As far as the production process is concerned, of course carbon-reproduction is a very limited and primitive method. Xero was produced on a mimeograph -- a process invented by Thomas Edison! The mimeo stencil is a sheet of very thin fiber -- I think silk -- coated with a layer of wax. Text is applied by running the stencil through a typewriter with the typewriter ribbon removed, so that the keys punch holes in the wax. Display type and artwork is entered by means of a stylus.

Of course the mimeograph is totally obsolete now. There was one incident, though, around 1980, when my wife, Pat, was working in an insurance office in Oakland. The mimeograph was being phased out but they still had one in her office. Turned out that Pat was the only person there who knew how to cut stencils or run a mimeograph. She became the hero of the day!

As for the comics-oriented material in Xero, that was the product more of impulse than planning. I'd been out of the army for a while, and Pat had just got her college degree. We were starting to move through the science fiction world in New York, and a number of our friends were publishing fanzines. This looked like fun, and we decided to create one of our own. We didn't have many connections to call upon for material, so we wound up creating most of the first issue ourselves.

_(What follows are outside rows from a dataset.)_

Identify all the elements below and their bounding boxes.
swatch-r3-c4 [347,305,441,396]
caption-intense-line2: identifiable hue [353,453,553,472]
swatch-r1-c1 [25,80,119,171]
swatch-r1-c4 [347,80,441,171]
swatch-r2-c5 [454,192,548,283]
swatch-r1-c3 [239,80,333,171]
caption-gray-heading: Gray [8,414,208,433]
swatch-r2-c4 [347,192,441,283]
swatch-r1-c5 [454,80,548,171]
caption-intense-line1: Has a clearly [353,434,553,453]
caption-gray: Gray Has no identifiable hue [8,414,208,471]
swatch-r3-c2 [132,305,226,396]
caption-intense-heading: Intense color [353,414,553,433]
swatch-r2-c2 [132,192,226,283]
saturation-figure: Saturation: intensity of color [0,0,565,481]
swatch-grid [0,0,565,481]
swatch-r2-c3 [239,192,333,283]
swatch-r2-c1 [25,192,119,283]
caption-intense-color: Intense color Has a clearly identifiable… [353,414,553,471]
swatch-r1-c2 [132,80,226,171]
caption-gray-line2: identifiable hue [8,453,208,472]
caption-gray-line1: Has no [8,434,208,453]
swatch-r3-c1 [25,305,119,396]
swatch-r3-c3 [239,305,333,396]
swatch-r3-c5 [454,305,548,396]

I remember Pat writing two fine pieces. One was a book review of Brood of the Witch Queen, a fantasy novel by Sax Rohmer. The other was a survey of the career and works of Mervyn Peake, author of the Gormenghast novels. Our only outside contribution was a review of the film of Psycho, based on the novel by Robert Bloch. The reviewer was Harlan Ellison.

At which point I felt that I needed to write something, too. I had a certain nostalgic feeling about the comic books I'd enjoyed so much in my childhood -- especially the adventures of Captain Marvel and the Marvel Family. So I wrote a memoir of my days as a fan of Captain Marvel. Called the essay "The Big Red Cheese" after a term applied to Captain Marvel by his arch-foe, Dr. Thaddeus Bodog Sivana.

Xero 1 had a circulation of less than one hundred copies, but we received enthusiastic letters of comment, and many readers offered to write memoirs of their own, about their favorite comics. Human Torch, Sub-Mariner, Captain America, Bulletman, Spy Smasher, Tarzan, the inhabitants of The Lost World . . . Eventually this series grew into two volumes, All in Color for a Dime and The Comic-Book Book. My friend Don Thomson co-edited these books with me, and we had planned on a third volume, to be called The Best Comics Ever, but Don's untimely death prevented our completing the project.

ZinestotheFuture: Thank you, Richard, for sharing your experience with zines in the 20th century!